It is, but I find it to be a useful frame for getting people to fully understand the consequences of the policies they pursue, especially lefty folks who simultaneously talk about systemic racism and the broken justice system and propose more laws for said broken system to enforce, without seeing the problem. The anti-gun people, to beat my favorite dead horse, lobby for draconian gun laws, and then are shocked, shocked I tell you, when they're disproportionately enforced against minorities and not the white redneck gun nuts I'm sure they had in mind when they pushed for the law, and this incident is a good example of the same phenomenon in tragic action.
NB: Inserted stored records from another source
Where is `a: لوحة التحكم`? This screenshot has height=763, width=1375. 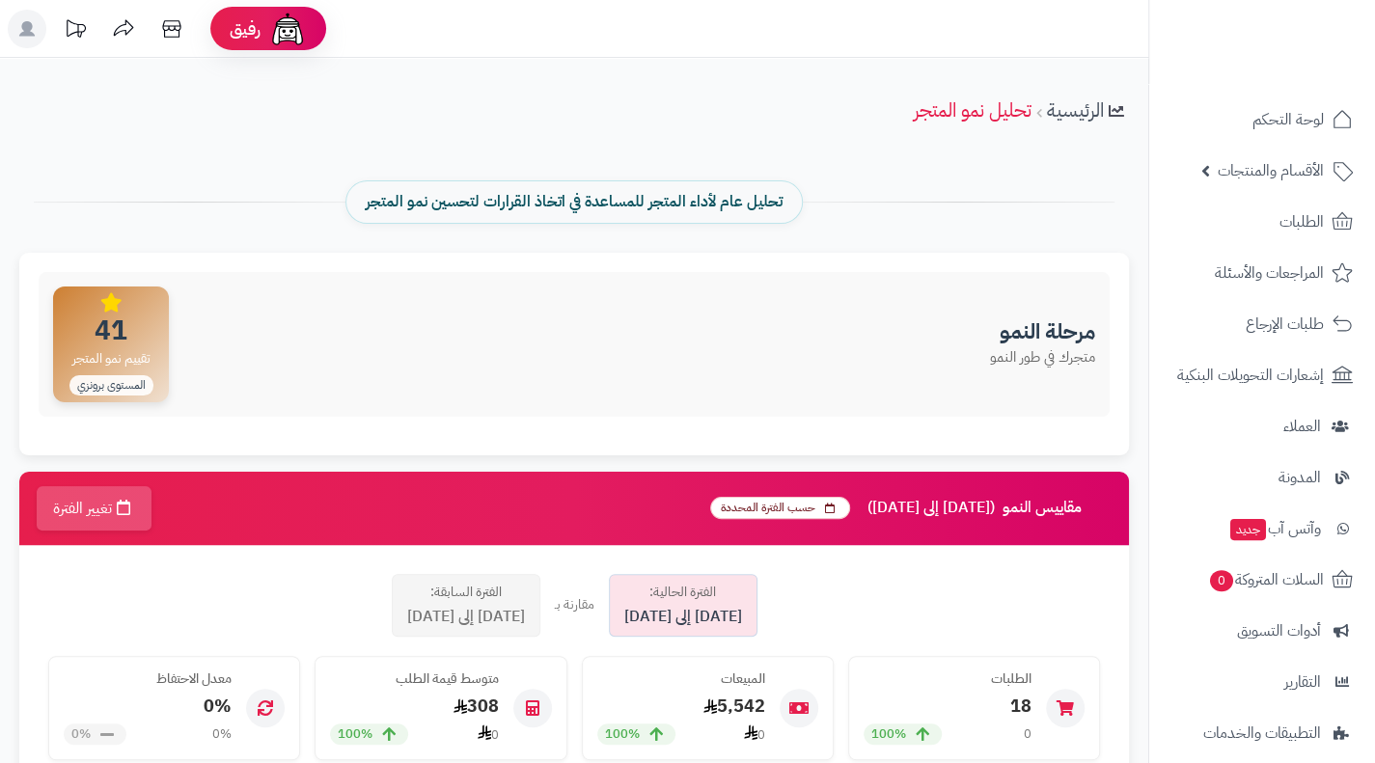 a: لوحة التحكم is located at coordinates (1262, 120).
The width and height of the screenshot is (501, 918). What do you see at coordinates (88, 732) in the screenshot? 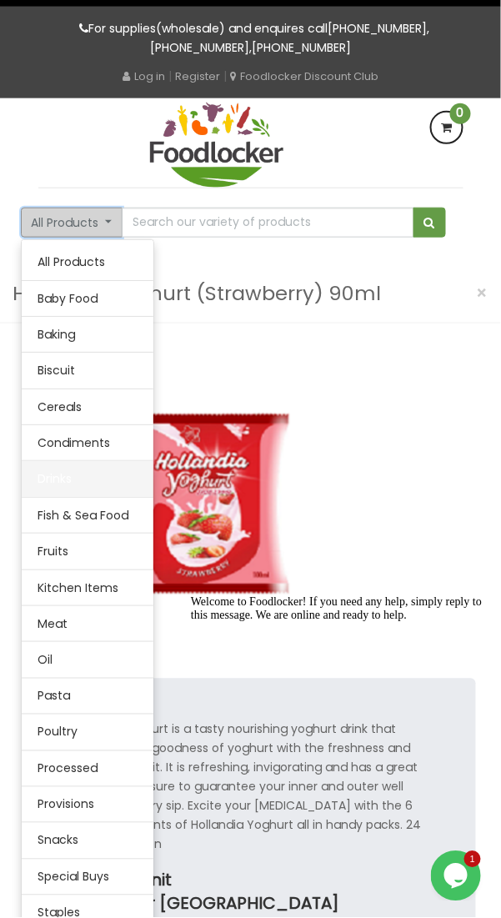
I see `a: Poultry` at bounding box center [88, 732].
To quote my favourite Welsh socialist rock star, Nicky Wire, "f*ck the Brady Bill".

luan78zao wrote:
The_Walrus wrote:
No, some laws are unjust, but income tax isn't one of them and tax as a concept isn't one of them.


Money has been taken from people who earned it (working at Ford Motors, say) and given to their competitors who did not (at GM, say). Money has been taken from those who earned it and given to political cronies and brothers-in-law of every kind. Money has been taken from me and used to drop bombs on people who posed no threat to me. I don't call any of that "justice".

All very valid points, but it suggests stopping public ownership or subsidy of sectors that don't need it, the military-industrial complex, and corruption, rather than throwing the baby out with the bathwater.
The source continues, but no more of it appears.